The New England Journal of Medicine
e-mail icon  FREE NEJM E-TOC    HOME   |   SUBSCRIBE   |   CURRENT ISSUE   |   PAST ISSUES   |   COLLECTIONS   |    Advanced Search
Sign in | Get NEJM's E-Mail Table of Contents — Free | Subscribe
 
Correspondence
PreviousPrevious
Volume 352:1386 March 31, 2005 Number 13
NextNext

Levodopa and the Progression of Parkinson's Disease

Since this article has no abstract, we have provided an extract of the first 100 words of the full text and any section headings.

 Sign up for free e-toc
 

This Article
-Full Text
- PDF
-PDA Full Text
-Purchase this article

Tools and Services
-Add to Personal Archive
-Add to Citation Manager
-Notify a Friend
-E-mail When Cited
-E-mail When Letters Appear

More Information
-Related Article
 by The Parkinson Study Group
-PubMed Citation
To the Editor: The measurements of motor responses after treatment with levodopa reported by the Parkinson Study Group (Dec. 9 issue)1 were taken too soon. The brief half-life of blood-borne levodopa is not related to the very slow rates of accumulation and depletion of dopamine retained in the limbic system. Ignoring paired facts that both the full effectiveness and the full limbic depletion of ingested levodopa require nearly 10 weeks, this study obtained skewed results by measuring movement only 2 weeks after the withdrawal of levodopa therapy. The full decline in motor function as the level of limbic dopamine drops . . . [Full Text of this Article]
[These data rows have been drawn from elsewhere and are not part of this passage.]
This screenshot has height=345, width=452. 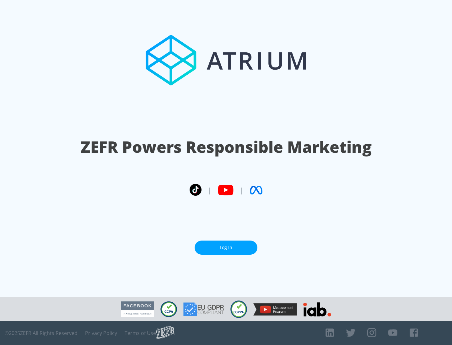 What do you see at coordinates (140, 333) in the screenshot?
I see `a: Terms of Use` at bounding box center [140, 333].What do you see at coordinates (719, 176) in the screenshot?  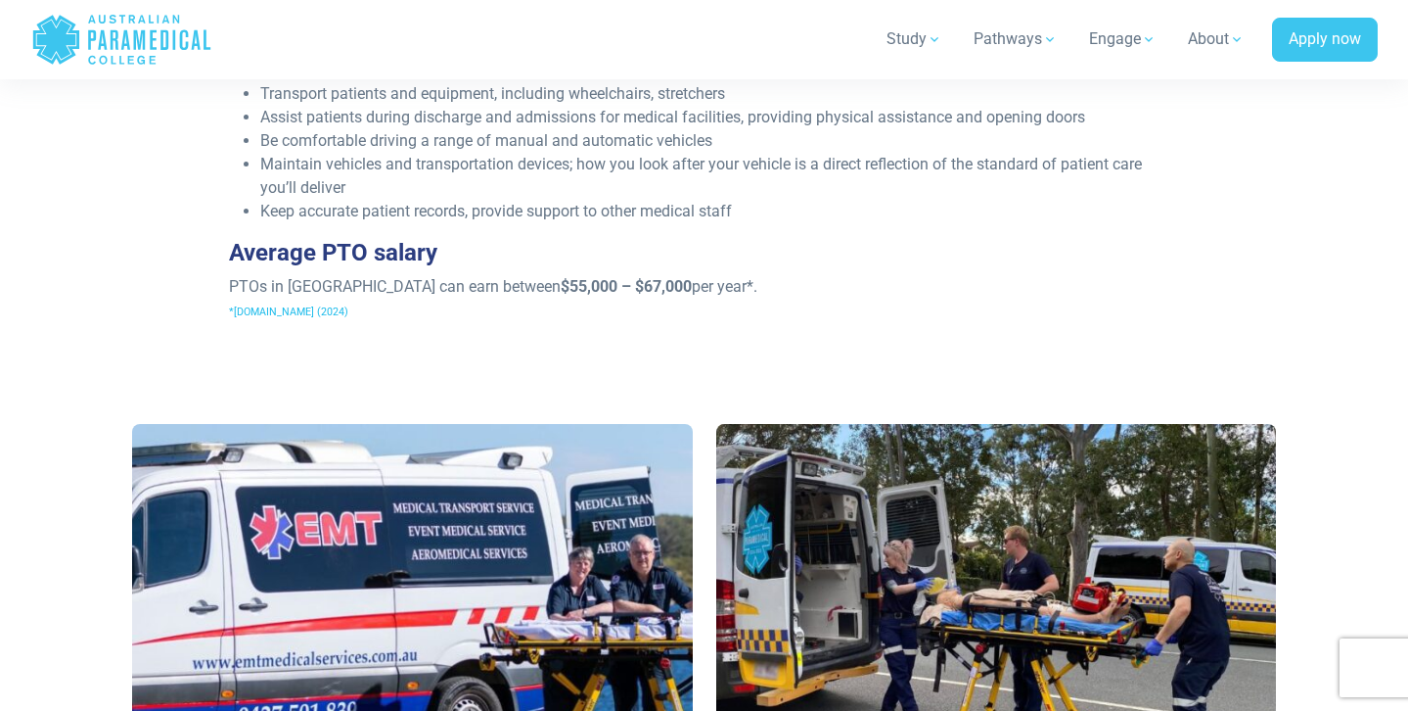 I see `li: Maintain vehicles and transportation devices; how you look after your vehicle is a direct reflect...` at bounding box center [719, 176].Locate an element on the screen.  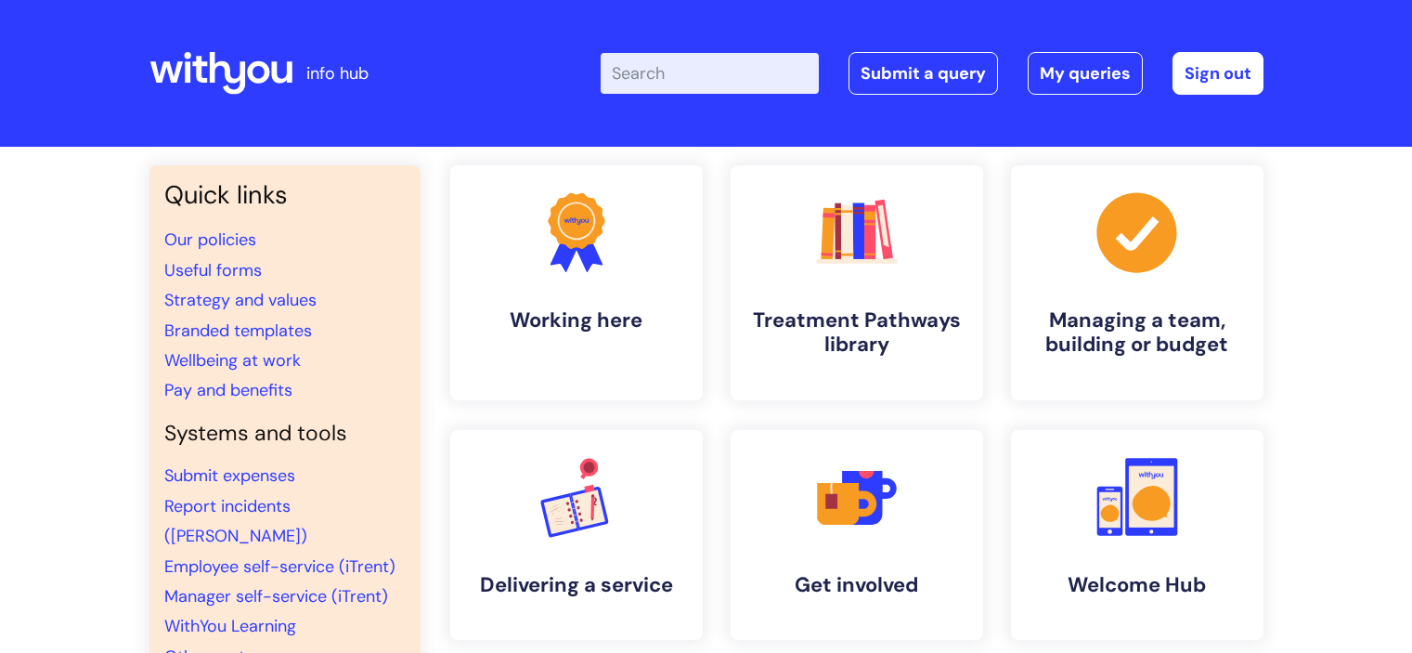
a: Manager self-service (iTrent) is located at coordinates (276, 596).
HOME  |  SUBSCRIBE  |  SEARCH  |  CURRENT ISSUE  |  PAST ISSUES  |  COLLECTIONS  |  PRIVACY  |  TERMS OF USE  |  HELP  |  beta.nejm.org

Comments and questions? Please contact us.

The New England Journal of Medicine is owned, published, and copyrighted © 2009 Massachusetts Medical Society. All rights reserved.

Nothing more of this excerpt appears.